Closed ktsakalozos closed 6 months ago

ktsakalozos commented 1 year ago

Hi dqlite team. Given the distributed nature of dqlite where we may not have full control over where the leader is, are there any recommendations on how we should perform data schema migrations?

stgraber commented 1 year ago

The way we do it in LXD is that all servers check a table that will never have its schema changed. That table includes the current schema version for each server in the cluster.

On startup servers update their schema version number in that table and then will wait until all servers are reporting the same schema version.

The leader then has a slight variation to that which is that it will wait for all servers except itself to report the new version, then will apply the schema update and update its own record.

This in turn causes all the other servers to notice that all servers are ready and have them complete startup.

With that, you end up with a database that keeps functioning on the older daemons until they're all restarted.

ktsakalozos commented 1 year ago

Thank you for the reply @stgraber. Do you use snap epochs (or any other mechanism) so as to ensure users do not jump (upgrade or downgrade) to a snap track/revision that does not know how to migrate the current schema to the one it knows of?

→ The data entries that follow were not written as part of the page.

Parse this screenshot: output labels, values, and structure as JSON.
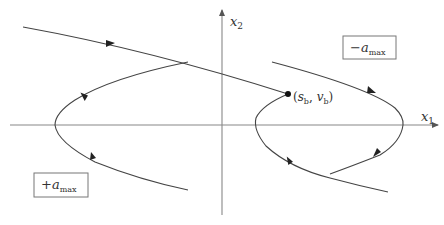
{
  "diagram": {
    "type": "phase-plane",
    "axes": {
      "x_label": "x",
      "x_sub": "1",
      "y_label": "x",
      "y_sub": "2"
    },
    "regions": [
      {
        "name": "upper-right",
        "sign": "−",
        "var": "a",
        "sub": "max"
      },
      {
        "name": "lower-left",
        "sign": "+",
        "var": "a",
        "sub": "max"
      }
    ],
    "switch_point": {
      "label_open": "(",
      "s": "s",
      "s_sub": "b",
      "comma": ", ",
      "v": "v",
      "v_sub": "b",
      "label_close": ")"
    },
    "colors": {
      "curve": "#444444",
      "axis": "#888888",
      "text": "#333333",
      "box_border": "#777777"
    }
  }
}
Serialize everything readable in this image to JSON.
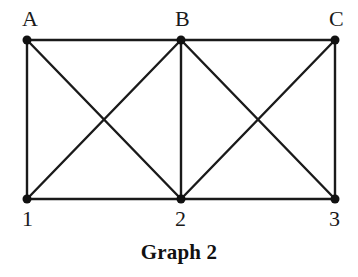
{
  "figure": {
    "caption": "Graph 2",
    "background_color": "#ffffff",
    "stroke_color": "#1a1a1a",
    "node_fill_color": "#111111",
    "label_color": "#1a1a1a"
  },
  "chart_data": {
    "type": "diagram",
    "title": "Graph 2",
    "subtitle": "",
    "xlabel": "",
    "ylabel": "",
    "grid": false,
    "legend": "none",
    "nodes": [
      {
        "id": "A",
        "label": "A",
        "x": 27,
        "y": 40,
        "row": "top",
        "label_x": 22,
        "label_y": 8
      },
      {
        "id": "B",
        "label": "B",
        "x": 181,
        "y": 40,
        "row": "top",
        "label_x": 175,
        "label_y": 8
      },
      {
        "id": "C",
        "label": "C",
        "x": 335,
        "y": 40,
        "row": "top",
        "label_x": 329,
        "label_y": 8
      },
      {
        "id": "1",
        "label": "1",
        "x": 27,
        "y": 199,
        "row": "bottom",
        "label_x": 22,
        "label_y": 208
      },
      {
        "id": "2",
        "label": "2",
        "x": 181,
        "y": 199,
        "row": "bottom",
        "label_x": 175,
        "label_y": 208
      },
      {
        "id": "3",
        "label": "3",
        "x": 335,
        "y": 199,
        "row": "bottom",
        "label_x": 329,
        "label_y": 208
      }
    ],
    "edges": [
      {
        "from": "A",
        "to": "B",
        "kind": "top-horizontal"
      },
      {
        "from": "B",
        "to": "C",
        "kind": "top-horizontal"
      },
      {
        "from": "1",
        "to": "2",
        "kind": "bottom-horizontal"
      },
      {
        "from": "2",
        "to": "3",
        "kind": "bottom-horizontal"
      },
      {
        "from": "A",
        "to": "1",
        "kind": "vertical"
      },
      {
        "from": "B",
        "to": "2",
        "kind": "vertical"
      },
      {
        "from": "C",
        "to": "3",
        "kind": "vertical"
      },
      {
        "from": "A",
        "to": "2",
        "kind": "diagonal"
      },
      {
        "from": "B",
        "to": "1",
        "kind": "diagonal"
      },
      {
        "from": "B",
        "to": "3",
        "kind": "diagonal"
      },
      {
        "from": "C",
        "to": "2",
        "kind": "diagonal"
      }
    ],
    "edge_count": 11,
    "node_count": 6,
    "node_radius": 4.5,
    "edge_width": 2.4,
    "crossings": [
      {
        "x": 104,
        "y": 120
      },
      {
        "x": 258,
        "y": 120
      }
    ]
  }
}
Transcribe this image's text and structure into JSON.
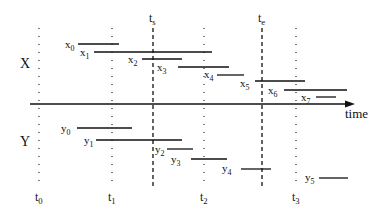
{
  "diagram": {
    "axis": {
      "label": "time",
      "y": 104,
      "x_start": 30,
      "x_end": 355
    },
    "series_labels": [
      {
        "name": "X",
        "x": 20,
        "y": 68
      },
      {
        "name": "Y",
        "x": 20,
        "y": 146
      }
    ],
    "time_marks": [
      {
        "name": "t0",
        "base": "t",
        "sub": "0",
        "x": 39,
        "style": "dotted",
        "label_pos": "bottom"
      },
      {
        "name": "t1",
        "base": "t",
        "sub": "1",
        "x": 112,
        "style": "dotted",
        "label_pos": "bottom"
      },
      {
        "name": "ts",
        "base": "t",
        "sub": "s",
        "x": 153,
        "style": "dashed",
        "label_pos": "top"
      },
      {
        "name": "t2",
        "base": "t",
        "sub": "2",
        "x": 204,
        "style": "dotted",
        "label_pos": "bottom"
      },
      {
        "name": "te",
        "base": "t",
        "sub": "e",
        "x": 262,
        "style": "dashed",
        "label_pos": "top"
      },
      {
        "name": "t3",
        "base": "t",
        "sub": "3",
        "x": 296,
        "style": "dotted",
        "label_pos": "bottom"
      }
    ],
    "x_intervals": [
      {
        "base": "x",
        "sub": "0",
        "label_x": 65,
        "label_y": 48,
        "x1": 78,
        "x2": 119,
        "y": 44
      },
      {
        "base": "x",
        "sub": "1",
        "label_x": 80,
        "label_y": 56,
        "x1": 94,
        "x2": 212,
        "y": 52
      },
      {
        "base": "x",
        "sub": "2",
        "label_x": 128,
        "label_y": 63,
        "x1": 142,
        "x2": 182,
        "y": 59
      },
      {
        "base": "x",
        "sub": "3",
        "label_x": 157,
        "label_y": 71,
        "x1": 178,
        "x2": 229,
        "y": 67
      },
      {
        "base": "x",
        "sub": "4",
        "label_x": 204,
        "label_y": 78,
        "x1": 217,
        "x2": 244,
        "y": 75
      },
      {
        "base": "x",
        "sub": "5",
        "label_x": 240,
        "label_y": 87,
        "x1": 255,
        "x2": 305,
        "y": 81
      },
      {
        "base": "x",
        "sub": "6",
        "label_x": 268,
        "label_y": 94,
        "x1": 284,
        "x2": 347,
        "y": 90
      },
      {
        "base": "x",
        "sub": "7",
        "label_x": 301,
        "label_y": 101,
        "x1": 316,
        "x2": 336,
        "y": 97
      }
    ],
    "y_intervals": [
      {
        "base": "y",
        "sub": "0",
        "label_x": 61,
        "label_y": 132,
        "x1": 77,
        "x2": 132,
        "y": 128
      },
      {
        "base": "y",
        "sub": "1",
        "label_x": 84,
        "label_y": 144,
        "x1": 96,
        "x2": 182,
        "y": 140
      },
      {
        "base": "y",
        "sub": "2",
        "label_x": 155,
        "label_y": 153,
        "x1": 167,
        "x2": 193,
        "y": 149
      },
      {
        "base": "y",
        "sub": "3",
        "label_x": 171,
        "label_y": 163,
        "x1": 191,
        "x2": 227,
        "y": 159
      },
      {
        "base": "y",
        "sub": "4",
        "label_x": 222,
        "label_y": 172,
        "x1": 241,
        "x2": 271,
        "y": 169
      },
      {
        "base": "y",
        "sub": "5",
        "label_x": 305,
        "label_y": 181,
        "x1": 319,
        "x2": 348,
        "y": 178
      }
    ]
  }
}
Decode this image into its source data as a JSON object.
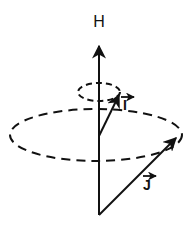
{
  "diagram": {
    "type": "vector precession diagram",
    "colors": {
      "ink": "#111111",
      "background": "#ffffff"
    },
    "axis": {
      "label": "H",
      "from": [
        99,
        215
      ],
      "to": [
        99,
        45
      ],
      "label_pos": [
        99,
        27
      ]
    },
    "small_cone": {
      "ellipse": {
        "cx": 99,
        "cy": 92,
        "rx": 21,
        "ry": 9
      },
      "vector": {
        "label": "I",
        "from": [
          99,
          136
        ],
        "to": [
          120,
          94
        ],
        "label_pos": [
          125,
          108
        ]
      }
    },
    "large_cone": {
      "ellipse": {
        "cx": 96,
        "cy": 135,
        "rx": 86,
        "ry": 26
      },
      "vector": {
        "label": "J",
        "from": [
          99,
          215
        ],
        "to": [
          177,
          137
        ],
        "label_pos": [
          147,
          189
        ]
      }
    }
  }
}
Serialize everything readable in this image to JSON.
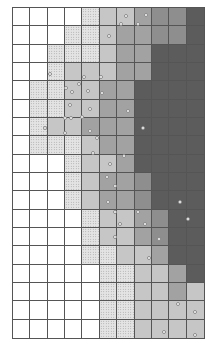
{
  "diagram": {
    "type": "zoned-grid-map",
    "columns": 11,
    "rows": 18,
    "legend_levels": [
      {
        "level": 0,
        "fill": "#ffffff",
        "pattern": "none"
      },
      {
        "level": 1,
        "fill": "#e4e4e4",
        "pattern": "dotted"
      },
      {
        "level": 2,
        "fill": "#c6c6c6",
        "pattern": "none"
      },
      {
        "level": 3,
        "fill": "#a2a2a2",
        "pattern": "none"
      },
      {
        "level": 4,
        "fill": "#8e8e8e",
        "pattern": "none"
      },
      {
        "level": 5,
        "fill": "#5c5c5c",
        "pattern": "none"
      }
    ],
    "cells": [
      [
        0,
        0,
        0,
        0,
        1,
        2,
        2,
        3,
        4,
        4,
        5
      ],
      [
        0,
        0,
        0,
        1,
        1,
        2,
        3,
        3,
        4,
        4,
        5
      ],
      [
        0,
        0,
        1,
        1,
        1,
        2,
        3,
        3,
        5,
        5,
        5
      ],
      [
        0,
        0,
        1,
        2,
        2,
        2,
        3,
        3,
        5,
        5,
        5
      ],
      [
        0,
        1,
        1,
        2,
        2,
        3,
        3,
        5,
        5,
        5,
        5
      ],
      [
        0,
        1,
        1,
        2,
        2,
        3,
        3,
        5,
        5,
        5,
        5
      ],
      [
        0,
        1,
        2,
        2,
        3,
        3,
        3,
        5,
        5,
        5,
        5
      ],
      [
        0,
        1,
        1,
        1,
        2,
        3,
        3,
        5,
        5,
        5,
        5
      ],
      [
        0,
        0,
        0,
        1,
        2,
        2,
        3,
        5,
        5,
        5,
        5
      ],
      [
        0,
        0,
        0,
        1,
        2,
        3,
        3,
        4,
        5,
        5,
        5
      ],
      [
        0,
        0,
        0,
        1,
        2,
        3,
        3,
        4,
        5,
        5,
        5
      ],
      [
        0,
        0,
        0,
        0,
        1,
        2,
        2,
        3,
        4,
        5,
        5
      ],
      [
        0,
        0,
        0,
        0,
        1,
        2,
        2,
        3,
        4,
        5,
        5
      ],
      [
        0,
        0,
        0,
        0,
        1,
        1,
        2,
        2,
        3,
        5,
        5
      ],
      [
        0,
        0,
        0,
        0,
        0,
        1,
        1,
        2,
        2,
        3,
        5
      ],
      [
        0,
        0,
        0,
        0,
        0,
        1,
        1,
        2,
        2,
        3,
        2
      ],
      [
        0,
        0,
        0,
        0,
        0,
        1,
        1,
        2,
        2,
        2,
        2
      ],
      [
        0,
        0,
        0,
        0,
        0,
        1,
        1,
        2,
        2,
        2,
        2
      ]
    ],
    "markers": [
      [
        126,
        16
      ],
      [
        146,
        15
      ],
      [
        121,
        24
      ],
      [
        138,
        24
      ],
      [
        109,
        36
      ],
      [
        50,
        74
      ],
      [
        84,
        77
      ],
      [
        101,
        77
      ],
      [
        66,
        88
      ],
      [
        79,
        84
      ],
      [
        88,
        91
      ],
      [
        72,
        92
      ],
      [
        102,
        93
      ],
      [
        70,
        105
      ],
      [
        90,
        109
      ],
      [
        128,
        111
      ],
      [
        65,
        118
      ],
      [
        71,
        118
      ],
      [
        82,
        117
      ],
      [
        45,
        128
      ],
      [
        65,
        133
      ],
      [
        90,
        131
      ],
      [
        143,
        128
      ],
      [
        97,
        138
      ],
      [
        93,
        153
      ],
      [
        124,
        156
      ],
      [
        110,
        164
      ],
      [
        107,
        177
      ],
      [
        115,
        186
      ],
      [
        108,
        202
      ],
      [
        180,
        202
      ],
      [
        115,
        212
      ],
      [
        138,
        212
      ],
      [
        120,
        224
      ],
      [
        145,
        224
      ],
      [
        188,
        219
      ],
      [
        115,
        237
      ],
      [
        159,
        239
      ],
      [
        149,
        258
      ],
      [
        178,
        304
      ],
      [
        195,
        312
      ],
      [
        164,
        332
      ],
      [
        195,
        335
      ]
    ]
  }
}
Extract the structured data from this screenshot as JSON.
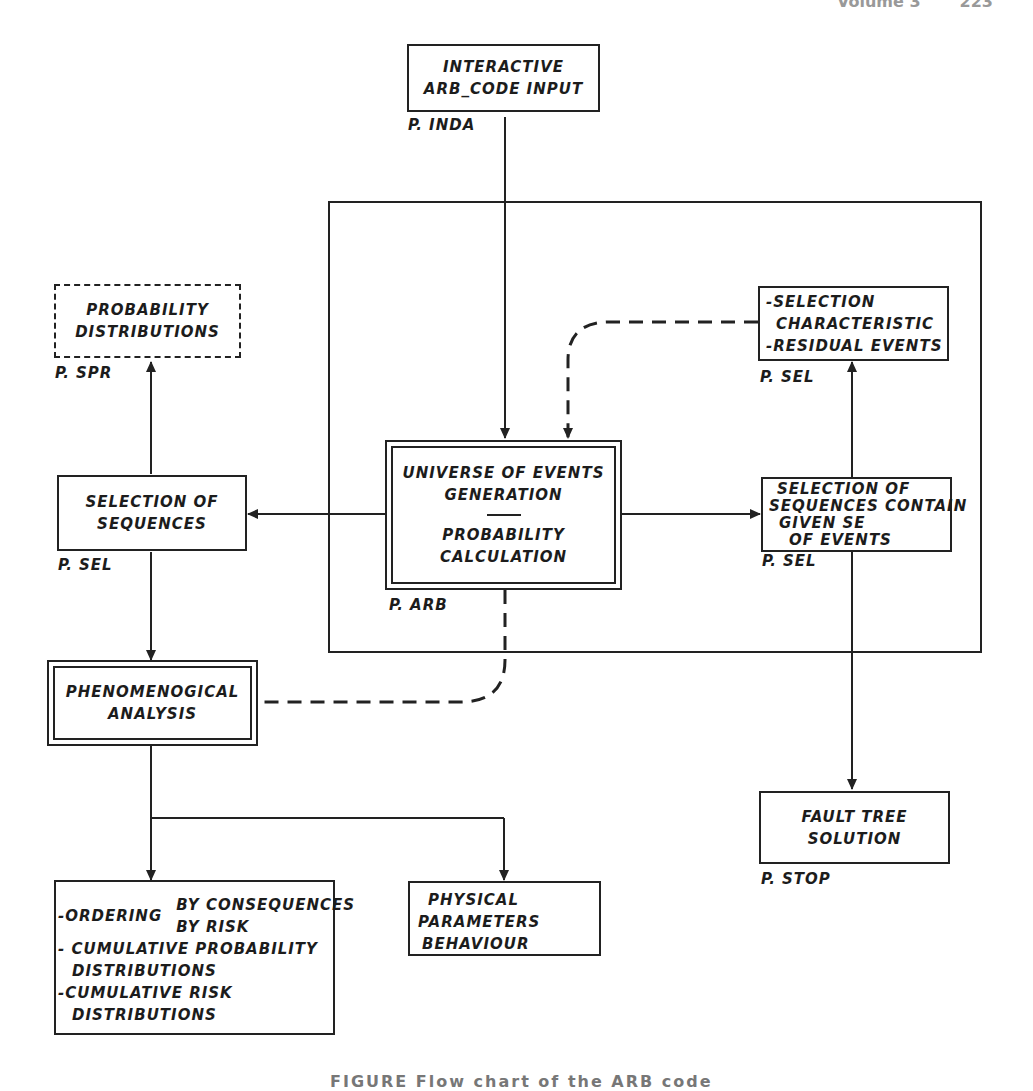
{
  "page_header": {
    "left": "Volume 3",
    "right": "223"
  },
  "caption": "FIGURE  Flow chart of the ARB code",
  "diagram": {
    "nodes": {
      "interactive_input": {
        "lines": [
          "INTERACTIVE",
          "ARB_CODE INPUT"
        ],
        "program": "P. INDA",
        "style": "solid"
      },
      "probability_distributions": {
        "lines": [
          "PROBABILITY",
          "DISTRIBUTIONS"
        ],
        "program": "P. SPR",
        "style": "dashed"
      },
      "selection_characteristic": {
        "lines": [
          "-SELECTION",
          " CHARACTERISTIC",
          "-RESIDUAL EVENTS"
        ],
        "program": "P. SEL",
        "style": "solid"
      },
      "selection_of_sequences": {
        "lines": [
          "SELECTION OF",
          "SEQUENCES"
        ],
        "program": "P. SEL",
        "style": "solid"
      },
      "universe_of_events": {
        "lines": [
          "UNIVERSE OF EVENTS",
          "GENERATION"
        ],
        "lines2": [
          "PROBABILITY",
          "CALCULATION"
        ],
        "program": "P. ARB",
        "style": "double"
      },
      "selection_given_set": {
        "lines": [
          "SELECTION OF",
          "SEQUENCES CONTAIN",
          " GIVEN SE",
          "  OF EVENTS"
        ],
        "program": "P. SEL",
        "style": "solid"
      },
      "phenomenological_analysis": {
        "lines": [
          "PHENOMENOGICAL",
          "ANALYSIS"
        ],
        "style": "double"
      },
      "fault_tree_solution": {
        "lines": [
          "FAULT TREE",
          "SOLUTION"
        ],
        "program": "P. STOP",
        "style": "solid"
      },
      "ordering": {
        "ordering_label": "-ORDERING",
        "ordering_options": [
          "BY CONSEQUENCES",
          "BY RISK"
        ],
        "lines": [
          "- CUMULATIVE PROBABILITY",
          "  DISTRIBUTIONS",
          "-CUMULATIVE RISK",
          "  DISTRIBUTIONS"
        ],
        "style": "solid"
      },
      "physical_parameters": {
        "lines": [
          "PHYSICAL",
          "PARAMETERS",
          "BEHAVIOUR"
        ],
        "style": "solid"
      }
    },
    "edges": [
      {
        "from": "interactive_input",
        "to": "universe_of_events",
        "style": "solid"
      },
      {
        "from": "selection_characteristic",
        "to": "universe_of_events",
        "style": "dashed"
      },
      {
        "from": "universe_of_events",
        "to": "selection_of_sequences",
        "style": "solid"
      },
      {
        "from": "universe_of_events",
        "to": "selection_given_set",
        "style": "solid"
      },
      {
        "from": "selection_of_sequences",
        "to": "probability_distributions",
        "style": "solid"
      },
      {
        "from": "selection_of_sequences",
        "to": "phenomenological_analysis",
        "style": "solid"
      },
      {
        "from": "selection_given_set",
        "to": "selection_characteristic",
        "style": "solid"
      },
      {
        "from": "selection_given_set",
        "to": "fault_tree_solution",
        "style": "solid"
      },
      {
        "from": "universe_of_events",
        "to": "phenomenological_analysis",
        "style": "dashed"
      },
      {
        "from": "phenomenological_analysis",
        "to": "ordering",
        "style": "solid"
      },
      {
        "from": "phenomenological_analysis",
        "to": "physical_parameters",
        "style": "solid"
      }
    ],
    "colors": {
      "ink": "#222222",
      "paper": "#ffffff"
    }
  }
}
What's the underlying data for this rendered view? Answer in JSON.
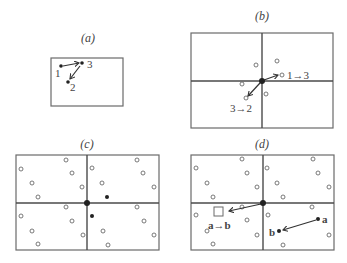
{
  "colors": {
    "frame": "#6a6a6a",
    "divider": "#4a4a4a",
    "point": "#222222",
    "text": "#444444"
  },
  "panels": [
    {
      "id": "a",
      "title": "(a)",
      "title_pos": [
        88,
        42
      ],
      "rect": [
        51,
        58,
        72,
        48
      ],
      "dividers": [],
      "hollow_points": [],
      "solid_points": [
        [
          61,
          66,
          1.8
        ],
        [
          82,
          63,
          1.8
        ],
        [
          68,
          82,
          1.8
        ]
      ],
      "arrows": [
        [
          63,
          66,
          79,
          63
        ],
        [
          80,
          66,
          70,
          79
        ]
      ],
      "labels": [
        {
          "text": "1",
          "x": 55,
          "y": 77,
          "style": "lbl"
        },
        {
          "text": "3",
          "x": 87,
          "y": 68,
          "style": "lbl"
        },
        {
          "text": "2",
          "x": 70,
          "y": 91,
          "style": "lbl"
        }
      ],
      "boxes": []
    },
    {
      "id": "b",
      "title": "(b)",
      "title_pos": [
        262,
        20
      ],
      "rect": [
        191,
        33,
        142,
        95
      ],
      "dividers": [
        [
          262,
          33,
          262,
          128
        ],
        [
          191,
          81,
          333,
          81
        ]
      ],
      "hollow_points": [
        [
          256,
          65
        ],
        [
          277,
          61
        ],
        [
          282,
          75
        ],
        [
          242,
          84
        ],
        [
          266,
          94
        ],
        [
          246,
          98
        ]
      ],
      "solid_points": [
        [
          262,
          81,
          3
        ]
      ],
      "arrows": [
        [
          264,
          80,
          278,
          75
        ],
        [
          260,
          83,
          248,
          96
        ]
      ],
      "labels": [
        {
          "text": "1→3",
          "x": 287,
          "y": 79,
          "style": "lbl"
        },
        {
          "text": "3→2",
          "x": 230,
          "y": 112,
          "style": "lbl"
        }
      ],
      "boxes": []
    },
    {
      "id": "c",
      "title": "(c)",
      "title_pos": [
        87,
        148
      ],
      "rect": [
        16,
        155,
        143,
        95
      ],
      "dividers": [
        [
          87,
          155,
          87,
          250
        ],
        [
          16,
          203,
          159,
          203
        ]
      ],
      "hollow_points": [
        [
          66,
          160
        ],
        [
          21,
          169
        ],
        [
          72,
          173
        ],
        [
          32,
          183
        ],
        [
          82,
          187
        ],
        [
          38,
          197
        ],
        [
          92,
          168
        ],
        [
          102,
          183
        ],
        [
          137,
          160
        ],
        [
          143,
          173
        ],
        [
          154,
          187
        ],
        [
          66,
          207
        ],
        [
          21,
          216
        ],
        [
          72,
          221
        ],
        [
          32,
          231
        ],
        [
          83,
          235
        ],
        [
          38,
          244
        ],
        [
          137,
          207
        ],
        [
          144,
          221
        ],
        [
          103,
          231
        ],
        [
          154,
          235
        ],
        [
          108,
          245
        ]
      ],
      "solid_points": [
        [
          87,
          203,
          3
        ],
        [
          107,
          197,
          2
        ],
        [
          92,
          216,
          2
        ]
      ],
      "arrows": [],
      "labels": [],
      "boxes": []
    },
    {
      "id": "d",
      "title": "(d)",
      "title_pos": [
        262,
        148
      ],
      "rect": [
        191,
        155,
        143,
        95
      ],
      "dividers": [
        [
          263,
          155,
          263,
          250
        ],
        [
          191,
          203,
          334,
          203
        ]
      ],
      "hollow_points": [
        [
          242,
          159
        ],
        [
          196,
          168
        ],
        [
          247,
          173
        ],
        [
          207,
          183
        ],
        [
          257,
          187
        ],
        [
          213,
          197
        ],
        [
          267,
          168
        ],
        [
          277,
          183
        ],
        [
          313,
          159
        ],
        [
          318,
          173
        ],
        [
          329,
          187
        ],
        [
          283,
          197
        ],
        [
          242,
          207
        ],
        [
          196,
          215
        ],
        [
          247,
          220
        ],
        [
          207,
          231
        ],
        [
          257,
          235
        ],
        [
          213,
          244
        ],
        [
          312,
          207
        ],
        [
          268,
          215
        ],
        [
          329,
          235
        ],
        [
          283,
          245
        ]
      ],
      "solid_points": [
        [
          263,
          203,
          3
        ],
        [
          318,
          219,
          2
        ],
        [
          279,
          231,
          2
        ]
      ],
      "arrows": [
        [
          261,
          204,
          229,
          211
        ],
        [
          316,
          220,
          283,
          230
        ]
      ],
      "labels": [
        {
          "text": "a→b",
          "x": 208,
          "y": 229,
          "style": "lblb"
        },
        {
          "text": "a",
          "x": 322,
          "y": 223,
          "style": "lblb"
        },
        {
          "text": "b",
          "x": 269,
          "y": 236,
          "style": "lblb"
        }
      ],
      "boxes": [
        [
          214,
          207,
          9,
          9
        ]
      ]
    }
  ]
}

stgraber commented 1 year ago

No, LXD generally doesn't remove support for older releases.

We did do one break with 5.0 but didn't end up using epochs as we had some issues with them at the time. 4.0 is now the oldest that can upgrade to 5.0, but you can otherwise go from 0.1 straight to 4.0 and then to 5.13 and LXD will handle it just fine.

freeekanayaka commented 1 year ago

The way we do it in LXD is that all servers check a table that will never have its schema changed. That table includes the current schema version for each server in the cluster.

On startup servers update their schema version number in that table and then will wait until all servers are reporting the same schema version.

The leader then has a slight variation to that which is that it will wait for all servers except itself to report the new version, then will apply the schema update and update its own record.

I don't really remember the details, but if we're speaking strictly about the database I think it doesn't need to be the leader that runs the schema upgrade, it can be whoever the first node is that notices that all other nodes have upgraded their version (i.e. the whole cluster is now running the same version). Since a schema upgrade is a SQL transaction, if 2 nodes race because they notice that the cluster is upgraded and they both try to upgrade the schema at the same time, then only one of them will succeed and the other will fail gracefully.